Coleman’s philanthropy traces back to her sophomore year of high school in 2001. She started a project called “Celestial Products” because she was obsessed with the Earth-saving anime character Sailor Moon. Over two years, she raised $100,000, most of which went to causes related to those affected by the September 11th terrorist attacks.
In addition to charity, a passion for education drives Coleman.
After a decade-long journey involving colleges in Boston, Hawaii and California, she finally graduated from Temple University in 2014 with degrees in history and education. She said she knew she wanted to teach high school even before she attended. Coleman worked briefly for a charter school in Philadelphia, but decided an educational nonprofit might fit her better.
She rarely says no to a new project. She’d also like to start a summer camp for LGBT adults and tossed off an idea for a show called “The Queer Housewives of Philadelphia.”
“Being in Philadelphia, I finally got to settle into myself,” Coleman said. “Here is where I became part of the community.”
She makes friends fast, said Christen Landtroop, a recent transplant from Dallas.

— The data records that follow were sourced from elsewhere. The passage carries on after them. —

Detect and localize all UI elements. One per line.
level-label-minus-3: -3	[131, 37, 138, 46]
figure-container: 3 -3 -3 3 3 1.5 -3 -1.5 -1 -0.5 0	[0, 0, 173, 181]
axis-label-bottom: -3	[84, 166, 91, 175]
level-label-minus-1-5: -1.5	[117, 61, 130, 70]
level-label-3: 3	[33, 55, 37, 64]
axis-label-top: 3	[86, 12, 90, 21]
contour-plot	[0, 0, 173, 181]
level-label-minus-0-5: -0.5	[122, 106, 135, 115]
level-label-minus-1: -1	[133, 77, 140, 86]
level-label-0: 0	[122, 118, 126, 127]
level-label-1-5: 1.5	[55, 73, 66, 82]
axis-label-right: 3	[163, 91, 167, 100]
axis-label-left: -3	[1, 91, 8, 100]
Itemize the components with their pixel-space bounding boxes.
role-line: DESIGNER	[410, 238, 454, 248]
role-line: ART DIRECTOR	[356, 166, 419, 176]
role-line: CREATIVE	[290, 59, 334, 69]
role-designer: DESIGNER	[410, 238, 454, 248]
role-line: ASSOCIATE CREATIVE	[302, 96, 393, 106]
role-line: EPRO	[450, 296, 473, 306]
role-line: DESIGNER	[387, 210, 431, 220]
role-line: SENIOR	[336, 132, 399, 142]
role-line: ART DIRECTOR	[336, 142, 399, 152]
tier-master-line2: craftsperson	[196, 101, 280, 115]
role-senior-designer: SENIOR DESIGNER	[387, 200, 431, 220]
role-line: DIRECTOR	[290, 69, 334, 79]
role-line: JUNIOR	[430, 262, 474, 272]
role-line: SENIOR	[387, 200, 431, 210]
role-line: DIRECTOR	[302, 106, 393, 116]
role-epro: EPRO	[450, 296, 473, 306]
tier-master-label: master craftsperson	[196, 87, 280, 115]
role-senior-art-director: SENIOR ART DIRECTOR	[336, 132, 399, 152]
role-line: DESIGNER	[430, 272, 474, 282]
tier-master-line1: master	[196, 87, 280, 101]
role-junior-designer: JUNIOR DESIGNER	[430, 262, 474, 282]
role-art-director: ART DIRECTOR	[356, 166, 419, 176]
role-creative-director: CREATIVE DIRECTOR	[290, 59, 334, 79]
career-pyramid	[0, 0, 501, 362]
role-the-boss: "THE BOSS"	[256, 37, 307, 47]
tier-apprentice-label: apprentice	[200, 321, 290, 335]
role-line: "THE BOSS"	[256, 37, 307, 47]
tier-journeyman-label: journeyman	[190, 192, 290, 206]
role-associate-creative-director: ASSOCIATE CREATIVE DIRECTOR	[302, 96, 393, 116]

“My friend asked me what I was doing tonight,” Landtroop said last Wednesday. “I said, ‘I’m going to see my therapist.’ She said, ‘I didn’t know you were in therapy.’ And I said, ‘Well she’s a bartender, but I think she’s my friend.’”
Landtroop and Coleman met earlier this month at Tavern and bonded over a love of education. Landtroop worked as a teacher in Texas. But she wanted a change before her 30th birthday in July. Now the woman with a double nose ring and Xena Warrior Princess hair finds herself at home in South Philly.
Coleman says getting people into conversations makes her love her job. But she returns the favor with her own stories. She would be the first to tell someone that her path to Philadelphia, where she arrived in 2010, is interesting — here, she raises her eyebrows.
A few years after her funding dried up at Berklee College of Music, Coleman transferred to Chaminade University of Honolulu, which started as a teaching college for indigenous women. She had a moment of crisis when she found out the university only certified teachers through middle school, not high school.
“It was a real dilemma,” Coleman said. “Should I be in the place I want to be in or do the thing I want to do? I got on a conference call with five of my best girlfriends, who lived all over the country at the time. One said, ‘Why don’t we go back to Philadelphia and figure out our lives?’”
They hung out at Sisters, the lesbian bar that closed in 2013, and made a pact to move to the city together in three years.
Life had some more twists planned for Coleman. She moved to Santa Barbara, Calif., with one girlfriend then to Los Angeles with another. There, she found herself in an abusive relationship.
“One night, she was kicking me in the back of the head,” Coleman said. “I was crouched down. My nose started dripping blood. I realized it was internal bleeding. She left and I knew she went to get her gun. I literally ran out the door with just my purse and my shoes. A friend picked me up on the corner of Crenshaw and Pico.
“I called my friends a year later and said, ‘It’s time we move back to Philadelphia.’ Now it’s amazing to have this circle of strong women here. Most of us are queer. Some of us are straight. We have, like, one of those.”
Coleman said a person’s confidence really takes a hit after experiencing domestic violence. But she began to bounce back in Philadelphia, in part with help from friends and family.
This month, when her maternal grandparents visited, they spent a night at a gay bar for the first time. Coleman affectionately called her grandparents “tiny little Germans” and marveled at their enjoyment with the piano player at Tavern. On her mother’s 50th birthday this year, they went to Philadelphia’s Pride celebration.
Coleman said she learned resilience from her single mother. Her father died when she was 3.
“You never know when the carpet’s going to get ripped out from under you,” Coleman said. “It’s a lot about flexibility.”